Frequently Asked Questions

What is the ABA ADVANCED Exam?

The ABA ADVANCED Exam is the second of three stages of American Board of Anesthesiology initial certification. It is a computer-based multiple-choice exam administered by Pearson VUE, lasting 4 hours and containing approximately 200 single-best-answer items. Unlike the BASIC Exam (which emphasizes basic sciences), ADVANCED focuses on clinical and subspecialty anesthesia: cardiac, thoracic, neuro, OB, pediatric, regional, ambulatory, critical care, pain, trauma, and transplantation. It is taken at the end of CA-3 (PGY-4) residency, and passing it qualifies the candidate to sit the in-person APPLIED Exam.

When and where is the ADVANCED Exam given?

The ADVANCED Exam is offered in summer (typically July) and winter (typically January) testing windows at Pearson VUE testing centers across the United States and select international locations. Candidates must register through the ABA portal and schedule their seat through Pearson VUE. The ABA does not offer remote/online proctored testing for ADVANCED — all sessions are in-person at a Pearson VUE center.

How much does the ADVANCED Exam cost in 2026?

Standard registration is approximately $975. Late or amended registration may add fees.
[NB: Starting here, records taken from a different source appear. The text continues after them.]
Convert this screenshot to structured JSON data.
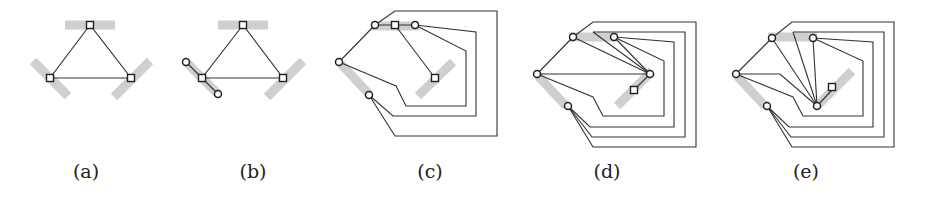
{
  "figure": {
    "panels": [
      {
        "id": "a",
        "label": "(a)",
        "label_x": 86
      },
      {
        "id": "b",
        "label": "(b)",
        "label_x": 253
      },
      {
        "id": "c",
        "label": "(c)",
        "label_x": 430
      },
      {
        "id": "d",
        "label": "(d)",
        "label_x": 607
      },
      {
        "id": "e",
        "label": "(e)",
        "label_x": 806
      }
    ]
  },
  "colors": {
    "bar": "#cfcfcf",
    "edge": "#333333",
    "vertex_stroke": "#222222",
    "vertex_fill": "#ffffff"
  },
  "legend": {
    "square_vertex": "square-vertex",
    "circle_vertex": "circle-vertex",
    "gray_bar": "gray-segment"
  }
}
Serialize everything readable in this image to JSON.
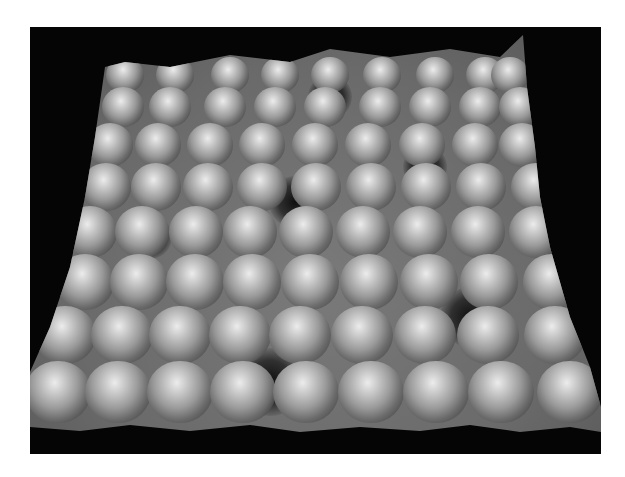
{
  "image": {
    "description": "3D-rendered grayscale scanning-probe topography of a hexagonal atomic lattice",
    "frame_color": "#050505",
    "surface_base": "#6e6e6e",
    "highlight": "#e8e8e8",
    "shadow": "#1a1a1a"
  },
  "rows": [
    {
      "y": 48,
      "size": 38,
      "xs": [
        95,
        145,
        200,
        250,
        300,
        352,
        405,
        455,
        480
      ]
    },
    {
      "y": 80,
      "size": 42,
      "xs": [
        88,
        135,
        190,
        240,
        290,
        345,
        395,
        445,
        485
      ]
    },
    {
      "y": 118,
      "size": 46,
      "xs": [
        80,
        128,
        180,
        232,
        285,
        338,
        392,
        445,
        492
      ]
    },
    {
      "y": 160,
      "size": 50,
      "xs": [
        70,
        120,
        172,
        226,
        280,
        335,
        390,
        445,
        500
      ]
    },
    {
      "y": 205,
      "size": 54,
      "xs": [
        60,
        112,
        166,
        220,
        276,
        333,
        390,
        448,
        506
      ]
    },
    {
      "y": 255,
      "size": 58,
      "xs": [
        48,
        102,
        158,
        215,
        273,
        332,
        392,
        452,
        515
      ]
    },
    {
      "y": 308,
      "size": 62,
      "xs": [
        35,
        92,
        150,
        210,
        270,
        332,
        395,
        458,
        525
      ]
    },
    {
      "y": 365,
      "size": 66,
      "xs": [
        20,
        80,
        142,
        205,
        268,
        333,
        398,
        463,
        532
      ]
    }
  ],
  "pits": [
    {
      "x": 300,
      "y": 70,
      "r": 22
    },
    {
      "x": 265,
      "y": 175,
      "r": 26
    },
    {
      "x": 440,
      "y": 290,
      "r": 30
    },
    {
      "x": 240,
      "y": 355,
      "r": 34
    },
    {
      "x": 120,
      "y": 210,
      "r": 22
    },
    {
      "x": 395,
      "y": 140,
      "r": 22
    }
  ]
}
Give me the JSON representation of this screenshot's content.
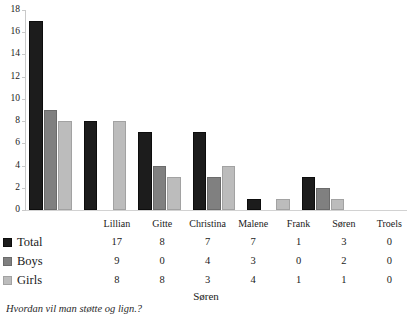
{
  "chart_data": {
    "type": "bar",
    "title": "",
    "xlabel": "Søren",
    "ylabel": "",
    "ylim": [
      0,
      18
    ],
    "ytick_step": 2,
    "yticks": [
      18,
      16,
      14,
      12,
      10,
      8,
      6,
      4,
      2,
      0
    ],
    "grid": false,
    "legend_position": "data-table-left",
    "categories": [
      "Lillian",
      "Gitte",
      "Christina",
      "Malene",
      "Frank",
      "Søren",
      "Troels"
    ],
    "series": [
      {
        "name": "Total",
        "color": "#1c1c1c",
        "values": [
          17,
          8,
          7,
          7,
          1,
          3,
          0
        ]
      },
      {
        "name": "Boys",
        "color": "#808080",
        "values": [
          9,
          0,
          4,
          3,
          0,
          2,
          0
        ]
      },
      {
        "name": "Girls",
        "color": "#bcbcbc",
        "values": [
          8,
          8,
          3,
          4,
          1,
          1,
          0
        ]
      }
    ],
    "data_table": {
      "row_labels": [
        "Total",
        "Boys",
        "Girls"
      ],
      "rows": [
        [
          17,
          8,
          7,
          7,
          1,
          3,
          0
        ],
        [
          9,
          0,
          4,
          3,
          0,
          2,
          0
        ],
        [
          8,
          8,
          3,
          4,
          1,
          1,
          0
        ]
      ]
    }
  },
  "caption": "Hvordan vil man støtte og lign.?"
}
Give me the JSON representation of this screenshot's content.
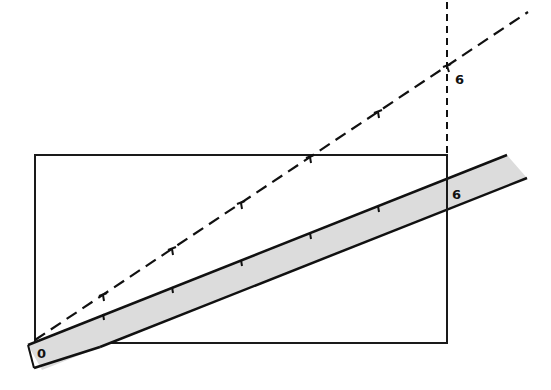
{
  "diagram": {
    "colors": {
      "ink": "#111111",
      "ruler_fill": "#dcdcdc",
      "background": "#ffffff"
    },
    "rectangle": {
      "x": 35,
      "y": 155,
      "width": 412,
      "height": 188
    },
    "ruler": {
      "start_label": "0",
      "end_label": "6",
      "divisions": 6
    },
    "projection_line": {
      "style": "dashed",
      "end_label": "6",
      "divisions": 6
    },
    "vertical_guide": {
      "style": "dashed",
      "x": 447
    },
    "labels": {
      "ruler_zero": "0",
      "ruler_six": "6",
      "projection_six": "6"
    }
  }
}
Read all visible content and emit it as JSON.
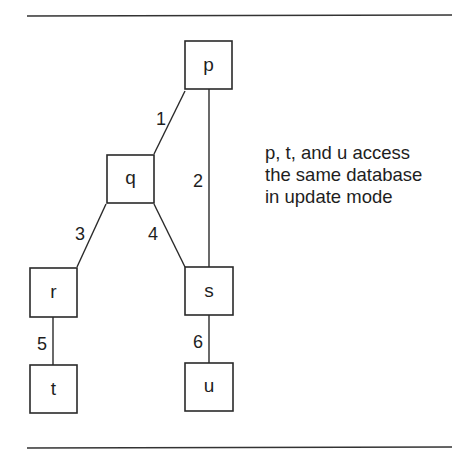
{
  "diagram": {
    "nodes": [
      {
        "id": "p",
        "label": "p",
        "x": 185,
        "y": 41,
        "w": 47,
        "h": 48
      },
      {
        "id": "q",
        "label": "q",
        "x": 107,
        "y": 155,
        "w": 47,
        "h": 48
      },
      {
        "id": "r",
        "label": "r",
        "x": 30,
        "y": 268,
        "w": 47,
        "h": 49
      },
      {
        "id": "s",
        "label": "s",
        "x": 185,
        "y": 267,
        "w": 48,
        "h": 48
      },
      {
        "id": "t",
        "label": "t",
        "x": 30,
        "y": 365,
        "w": 47,
        "h": 48
      },
      {
        "id": "u",
        "label": "u",
        "x": 185,
        "y": 363,
        "w": 48,
        "h": 48
      }
    ],
    "edges": [
      {
        "id": "1",
        "label": "1",
        "from": "p",
        "to": "q"
      },
      {
        "id": "2",
        "label": "2",
        "from": "p",
        "to": "s"
      },
      {
        "id": "3",
        "label": "3",
        "from": "q",
        "to": "r"
      },
      {
        "id": "4",
        "label": "4",
        "from": "q",
        "to": "s"
      },
      {
        "id": "5",
        "label": "5",
        "from": "r",
        "to": "t"
      },
      {
        "id": "6",
        "label": "6",
        "from": "s",
        "to": "u"
      }
    ],
    "note": {
      "lines": [
        "p, t, and u access",
        "the same database",
        "in update mode"
      ]
    }
  }
}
Retake fee is approximately $830. These fees are set by the ABA and may change year to year. The total cost across all three ABA stages (BASIC, ADVANCED, APPLIED) is roughly $4,350-$4,850 if no retakes are needed.

What is the pass rate for the ADVANCED Exam?

The ABA's publicly reported first-time pass rate for the 2024 ADVANCED Exam was approximately 87%. Pass rates have historically ranged from about 85-90% for first-time takers and lower for repeat takers. Standards are set criterion-referenced, not curved, so the absolute scaled score required is determined through the ABA's standard-setting methodology.

How is ADVANCED different from BASIC?

BASIC (taken at end of CA-1) emphasizes foundational science: pharmacology (induction agents, MAC values, NMBs), physiology (cerebral and coronary perfusion, hypoxic pulmonary vasoconstriction, shunt), anatomy, equipment (anesthesia machine, monitors), and statistics. ADVANCED (taken at end of CA-3) emphasizes clinical practice and subspecialty decision-making: complex cardiac/OB/pediatric/neuro/thoracic cases, critical care, pain, trauma, transplantation, regional techniques, and crisis management. Basic sciences are still represented in ADVANCED but at lower weight.

What study resources are best for the ADVANCED Exam?

Top-rated resources include: ABA content outline (theaba.org) as the source of truth; question banks — TrueLearn ADVANCED, BoardVitals, M5 (formerly Anesthesia Toolbox) — aim for 4,000-5,000 questions; ASA's SEE (Self-Education and Evaluation) and ACE (Anesthesiology Continuing Education) self-assessments; textbooks — Miller's Anesthesia, Barash Clinical Anesthesia, Stoelting's Anesthesia and Co-existing Disease, Yao & Artusio's Problem-Oriented Patient Management; and dedicated review courses (Pass Machine, OpenAnesthesia, ACCRAC podcast). Use rotation experiences (CA-2 subspecialty months) to reinforce reading.

What happens if I fail the ADVANCED Exam?

Failed candidates can retake the ADVANCED Exam at the next administration. All three ABA exams (BASIC, ADVANCED, APPLIED) must generally be passed within 7 years of initial eligibility. Failing ADVANCED does not affect residency completion (the program director independently certifies clinical competence), but it does delay eligibility for the APPLIED Exam and therefore delays initial board certification.

What comes after passing ADVANCED?

After passing ADVANCED, the candidate is eligible to register for the APPLIED Exam — the third and final stage of initial ABA certification. APPLIED is administered in person at the ABA Assessment Center in Raleigh, NC and consists of two 35-minute Standardized Oral Examination (SOE) sessions plus seven 8-minute Objective Structured Clinical Examination (OSCE) stations covering communication, professionalism, ultrasound/echo interpretation, and crisis management. Once all three stages are passed, the diplomate is initially certified and enters the MOCA 2.0 continuous 10-year maintenance cycle.